Robert Graham, a lecturer in creative writing, says The Former Boy Wonderpublished by Lendal Press on February 24, 2022, is in part a chronicle of his love affair with the music-loving city he settled in nearly 40 years ago.
cThe book, his second novel, follows the ups and downs of 49-year-old music journalist Peter Duffy as he increasingly finds hard-to-find work in fictional versions of Mojo and Uncut magazines, where he has been independent for over 25 years. The story follows the music fanatic and father of one as his first love, Sanchia, seems set to return to his life. Belfast-native Peter plunges into a full-blown midlife crisis, risking his relationship with his teenage son and his wife.
The novel is not autobiographical, although Graham, 66, was also born in Belfast and cut his teeth as a music writer with the late Manchester What’s on Guide City Life, after moving to Hulme in 1984 .
The haunts of old Manchester revisited in The Former Boy Wonder include the San Marco cafe, which was located just off Spring Gardens, as well as The Boardwalk (Little Peter Street), The Gallery (Peter Street) and The Hardrock concert halls in Stretford, a 3,000-seat pop-up venue that has hosted concerts by acts including Bob Marley, Roxy Music, Led Zeppelin and David Bowie. Situated on Greatstone Road for just three years in the mid-1970s, a B&Q was later built on the site, which itself closed in 2015.
Other historic hotspots whose names are verified in the book include the Free Trade Hall, where in 1966 Dylan was barracked for ditching folk music and going electric (one of the onlookers told him shouted “Judas”) and the Manchester Poly Cavendish House student union. , where U2 once played in front of a few hundred people.
Goulden Road in West Didsbury and Beech Road in Chorlton are two essential settings as the plot unfolds.
Graham said the book, with its themes of midlife, first love and fatherhood, has been on his mind for at least a decade and he’s thrilled to finally have it printed.
The story takes place across multiple time zones and locations: Manchester in the early 80s and 2010s, Northern Ireland in the 60s and 70s, and Notting Hill in the early 80s.
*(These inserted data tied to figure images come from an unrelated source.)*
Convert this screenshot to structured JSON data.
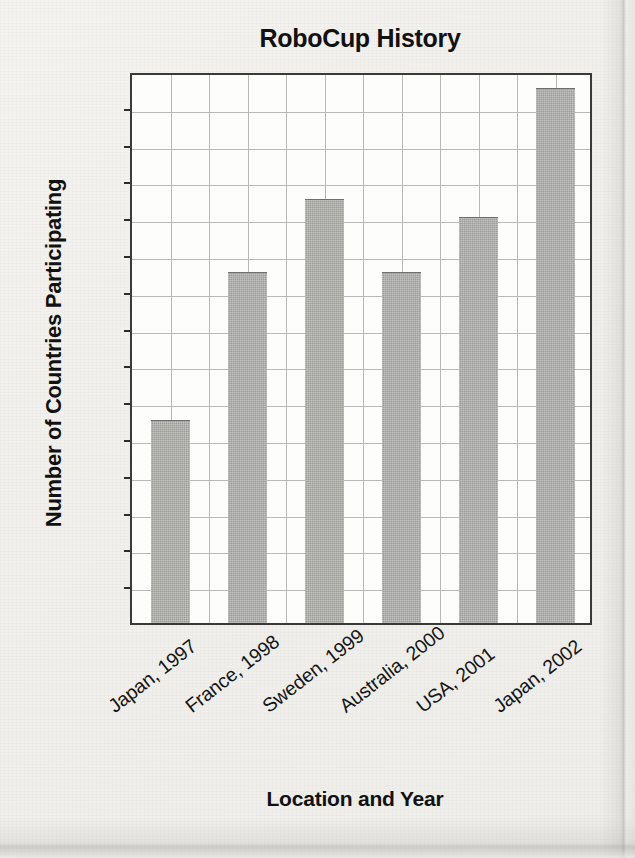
{
  "chart_data": {
    "type": "bar",
    "title": "RoboCup History",
    "xlabel": "Location and Year",
    "ylabel": "Number of Countries Participating",
    "categories": [
      "Japan, 1997",
      "France, 1998",
      "Sweden, 1999",
      "Australia, 2000",
      "USA, 2001",
      "Japan, 2002"
    ],
    "values": [
      11,
      19,
      23,
      19,
      22,
      29
    ],
    "ylim": [
      0,
      30
    ],
    "ytick_step": 2,
    "yticks": [
      0,
      2,
      4,
      6,
      8,
      10,
      12,
      14,
      16,
      18,
      20,
      22,
      24,
      26,
      28,
      30
    ],
    "ytick_labels": [
      "0",
      "2",
      "4",
      "6",
      "8",
      "10",
      "12",
      "14",
      "16",
      "18",
      "20",
      "22",
      "24",
      "26",
      "28",
      "30"
    ],
    "grid": true,
    "legend": false,
    "bar_color": "#9c9c99",
    "frame_color": "#3a3a38",
    "grid_color": "#b9b9b6",
    "background": "#fdfdfc",
    "page_background": "#f2f1ee",
    "series": [
      {
        "name": "Number of Countries Participating",
        "values": [
          11,
          19,
          23,
          19,
          22,
          29
        ]
      }
    ]
  }
}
Graham, who taught creative writing at Manchester Metropolitan University between 2004 and 2014 and (briefly) fronted Manchester punk band Membranes, said: “I moved to Manchester in 1984 and saw the city changing its skin and reinventing itself several times.
“It’s what Manchester does best, and I don’t mourn the disappearance of places, bars, restaurants and neighborhoods that no longer exist. Manchester is a city looking to the future. It has always been the from the construction of the Manchester Ship Canal to the Commonwealth Games to the creation of Media City, but I had a lot of fun recreating the Manchester I knew in the 1980s – flatshares in West Didsbury , the studios in Fallowfield and the many venues I saw the bands of the day play in. I think readers of my book will also enjoy taking a nostalgic trip back in time.
Graham said that, like his protagonist Peter, he had been an obsessive music fan since childhood.
“Growing up in Belfast during the Troubles, where the bands I read about in the NME never played, prepared me to be blown away by life in Manchester with its impressive musical tradition and what was happening here in the 80s” , did he declare. .
“It was possible to see any major band that passed through town, from Elvis Costello and The Clash to the Stones, but also to be part of the scene when local talents like New Order, The Smiths and The Fall were breaking through. .
“Working at City Life, the magazine of lists, I was able to interview Morrissey and Marr just before the release of their first album and Mick Hucknall before Simply Red signed with a major record label. For a boy who grew up in Band-starved Belfast was a transformative experience.In this and many other ways, Manchester became a part of me, and as soon as I moved here I couldn’t imagine living anywhere else.
“In fact, Manchester figures so prominently in the book that he’s almost a character in his own right.”